GORGOPHONE
From Wikipedia, the free encyclopediaIn Greek mythology, Gorgophone was a daughter of Perseus and Andromeda.
Her name means "Gorgon Slayer", a tribute to her father who killed Medusa, the mortal Gorgon. Gorgophone is a central figure in the history of Sparta, having been married to two kings, Oebalus of Sparta (actually Lakonia, Sparta's region) and Perieres of Messenia, the region to the west of Lakonia which Sparta, in the late 8th or early 7th century B.C. enslaved. She was of Lelege descent, the Leleges being a people of Asia Minor who settled in Lakonia. One of the sons of Oibalos and Gorgophone was Tundareus, father of Helen of Troy, Clytemnestra, Castor, and Pollux, and another was Ikarios, father of Odysseus's wife, Penelope.
Thus Perseus's descendants played a central role in the Homeric epics and the pre-history of Greece, however we choose to understand the figure of Perseus himself. The most famous historical Spartan woman derived her name from Gorgophone, that is, Gorgo, the daughter of the great Spartan king Cleomenes. Gorgo was born about 507 B.C. After her father's rather awful death she married his brother, Leonidas, who became king and was the hero of the battle of Thermopylae in 480 B.C. Like her namesake Gorgophone, Gorgo remarried another Spartan king, and spawned yet another. Gorgo herself was renowned in Spartan legend, and it is curious that she bore the name that was so closely identified with the legendary Perseus and his daughter, who, if they really lived, pre-dated Gorgo by over seven centuries.
Chief sources for Gorgophone are Pausanias, books 2 and 4, and Apollodorus, Books 1 and 3. Plutarch's works contain a good deal on Gorgo, and she appears in a couple of Herodotus's anecdotes that emphasize her close ties with her father and his trust in her acuity of judgement.
Her first husband was Perieres, with whom she had two sons:
Leucippus and Aphareus. Her second was Oebalus, with whom she was
the mother of Hippocoon, Tyndareus
and Icarius.
From The Theogony of Apollodorus III
But the sons of Egyptus came to Argos, and exhorted Danaus to lay aside his enmity, and begged to marry his daughters. Now Danaus distrusted their professions and bore them a grudge on account of his exile ; nevertheless he consented to the marriage and allotted the damsels among them.
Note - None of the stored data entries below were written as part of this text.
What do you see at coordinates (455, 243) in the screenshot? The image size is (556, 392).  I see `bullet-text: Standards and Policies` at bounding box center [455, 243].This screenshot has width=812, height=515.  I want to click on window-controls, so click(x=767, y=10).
First, they picked out Hypermnestra as the eldest to be the wife of Lynceus, and Gorgophone to be the wife of Proteus; for Lynceus and Proteus had been borne to Egyptus by a woman of royal blood, Argyphia; but of the rest Busiris, Enceladus, Lycus, and Daiphron obtained by lot the daughters that had been borne to Danaus by Europe, to wit, Automate, Amymone, Agave, and Scaea.
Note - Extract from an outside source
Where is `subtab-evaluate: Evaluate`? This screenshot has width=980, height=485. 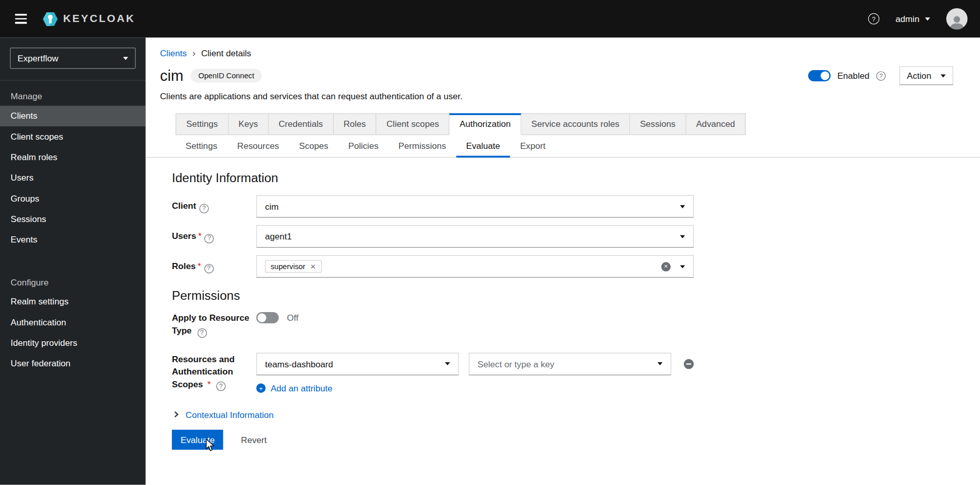 subtab-evaluate: Evaluate is located at coordinates (483, 146).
These daughters were borne to Danaus by a queen; but Gorgophone and Hypermnestra were borne to him by Elephantis. And tstrus got Hippodamia; Chalcodon got Rhodia; Agenor got Cleopatra; Chaetus got Asteria; Diocorystes got Hippodamia; Alces got Glauce; Alcmenor got Hippomedusa; Hippothous got Gorge; Euchenor got Iphimedusa; Hippolytus got Rhode.
From Description of Greece by Pausanias Book 2
[2.21.7] In Argos, by the side of this monument of the Gorgon, is the grave of Gorgophone (Gorgon-kilIer), the daughter of Perseus. As soon as you hear the name you can understand the reason why it was given her. On the death of her husband, Perieres, the son of Aeolus, whom she married when a virgin, she married Oebalus, being the first woman, they say, to marry a second time; for before this wives were wont, on the death of their husbands, to live as widows.
[2.21.8] In front of the grave is a trophy of stone made to commemorate a victory over an Argive Laphaes. When this man was tyrant I write what the Argives themselves say concerning themselves--the people rose up against him and cast him out. He fled to Sparta, and the Lacedaemonians tried to restore him to power, but were defeated by the Argives, who killed the greater part of them and Laphaes as well.Not far from the trophy is the sanctuary of Leto; the image is a work of Praxiteles.